Chinese Christians Brave Snow Storms to Join Annual Mission Conference

By Quan Wei

The 2010 Chinese Mission Conference concluded successfully towards the end of last year despite the heavy snow storm and below zero temperatures that has disrupted all major transportations.

Chinese Christians from throughout Canada and United States weathered the storm to get to the conference site in Philadelphia. A family from North Carolina safely arrived after spending 10 hours on the road, driving at an average of 30 miles per hour due to harsh road conditions.

Another entourage of nine conference participants of Canada’s Ottawa Chinese Church drove for eight hours with fair road conditions.

In the opening ceremony, Rev. David Chow, executive director of U.S.A. Ambassador for Christ, declared the official beginning of the conference. He said that the Great Commission and discipleship training are inseparable, for the disciples must devote their lives for Christ, follow Christ, and train more disciples for Christ.

“Not I but Christ, no reserve; no turning back, no regret,” he exhorted.

This was the ninth annual Chinese Mission Conference with over 27,000 total participants and 2,700 people who have devoted their lives for missions. The conference’s goal is to challenges every Chinese Christian to build a lifestyle centering on missions, participating in missions in their daily lives, and spreading its influence to the ends of the earth.

The speakers for this year’s conference include Rutgers Christian Community Church Senior Pastor Rev. Caleb Huang, Rev. Jamie Hudson Taylor IV, whose great great-grandfather was Hudson Taylor, Singapore Bible College President Dr. Albert Ting, Malaysia Baptist Theological Seminary President Dr. John Ong Bee Chung, and China Soul Association President Rev. Zhiming Yuan, etc.

[Editor's note: reporter Joshua Cheng translate this report.]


Please work out how many lines in the records below include the word "nprotein", and reply with that number only.

Items from a figure collection:
━━━

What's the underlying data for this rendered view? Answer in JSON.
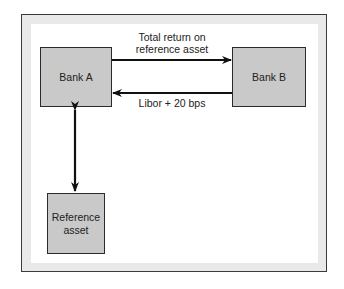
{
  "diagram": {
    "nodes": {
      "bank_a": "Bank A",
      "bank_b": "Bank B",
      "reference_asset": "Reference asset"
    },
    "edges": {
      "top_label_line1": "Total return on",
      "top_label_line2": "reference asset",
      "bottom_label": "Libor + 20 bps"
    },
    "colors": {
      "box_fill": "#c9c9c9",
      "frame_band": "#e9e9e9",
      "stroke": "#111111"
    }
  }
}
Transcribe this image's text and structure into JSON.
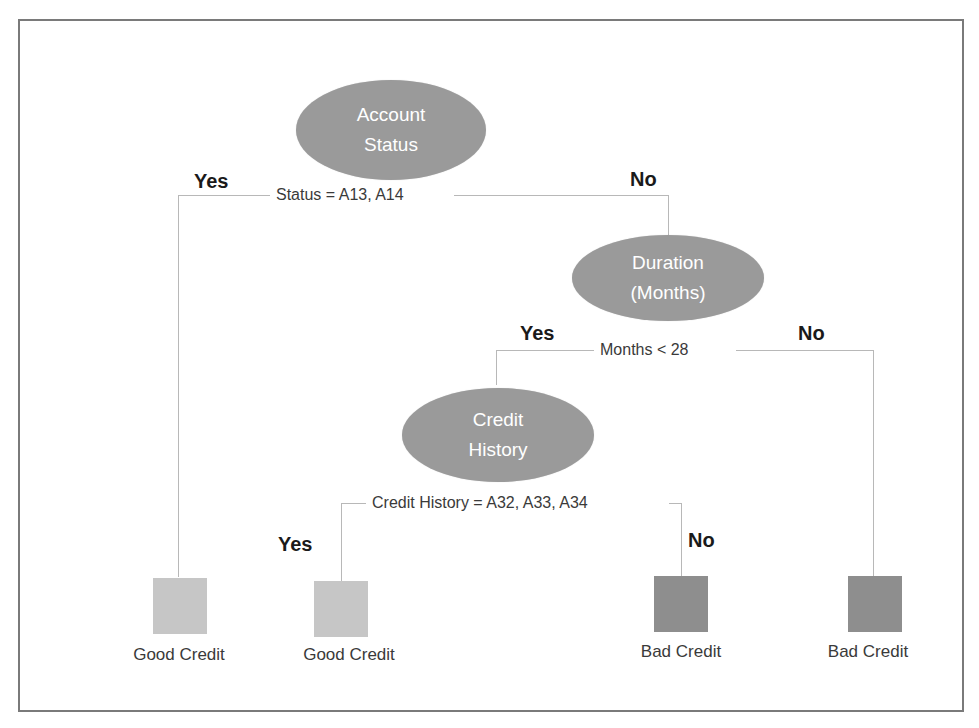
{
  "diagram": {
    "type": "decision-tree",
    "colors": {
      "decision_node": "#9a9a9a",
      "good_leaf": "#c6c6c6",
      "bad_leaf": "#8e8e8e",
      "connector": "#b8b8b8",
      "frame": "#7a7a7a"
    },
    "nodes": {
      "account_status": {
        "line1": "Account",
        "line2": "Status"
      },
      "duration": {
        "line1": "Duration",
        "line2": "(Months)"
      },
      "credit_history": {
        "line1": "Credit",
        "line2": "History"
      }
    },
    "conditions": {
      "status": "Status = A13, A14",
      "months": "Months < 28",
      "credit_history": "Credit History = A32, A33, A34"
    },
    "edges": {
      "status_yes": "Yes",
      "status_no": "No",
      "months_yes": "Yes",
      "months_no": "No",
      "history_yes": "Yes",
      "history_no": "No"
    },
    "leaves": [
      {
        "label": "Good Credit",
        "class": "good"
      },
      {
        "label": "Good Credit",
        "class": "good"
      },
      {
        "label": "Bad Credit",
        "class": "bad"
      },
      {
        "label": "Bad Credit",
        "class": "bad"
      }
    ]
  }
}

━━━

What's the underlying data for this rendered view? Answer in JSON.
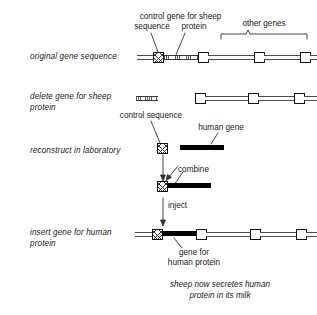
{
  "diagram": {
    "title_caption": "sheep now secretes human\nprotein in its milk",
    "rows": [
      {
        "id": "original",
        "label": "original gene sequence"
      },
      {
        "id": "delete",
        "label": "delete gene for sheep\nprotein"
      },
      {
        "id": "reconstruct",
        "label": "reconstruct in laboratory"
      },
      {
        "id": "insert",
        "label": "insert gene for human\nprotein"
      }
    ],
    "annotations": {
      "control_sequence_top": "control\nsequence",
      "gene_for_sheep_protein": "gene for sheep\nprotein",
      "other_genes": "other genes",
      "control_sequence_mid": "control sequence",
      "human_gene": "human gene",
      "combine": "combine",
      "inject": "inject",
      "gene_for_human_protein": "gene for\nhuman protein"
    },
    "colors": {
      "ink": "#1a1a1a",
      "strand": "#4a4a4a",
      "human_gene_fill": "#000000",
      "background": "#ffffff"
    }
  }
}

━━━

EXPECTED ANSWER
4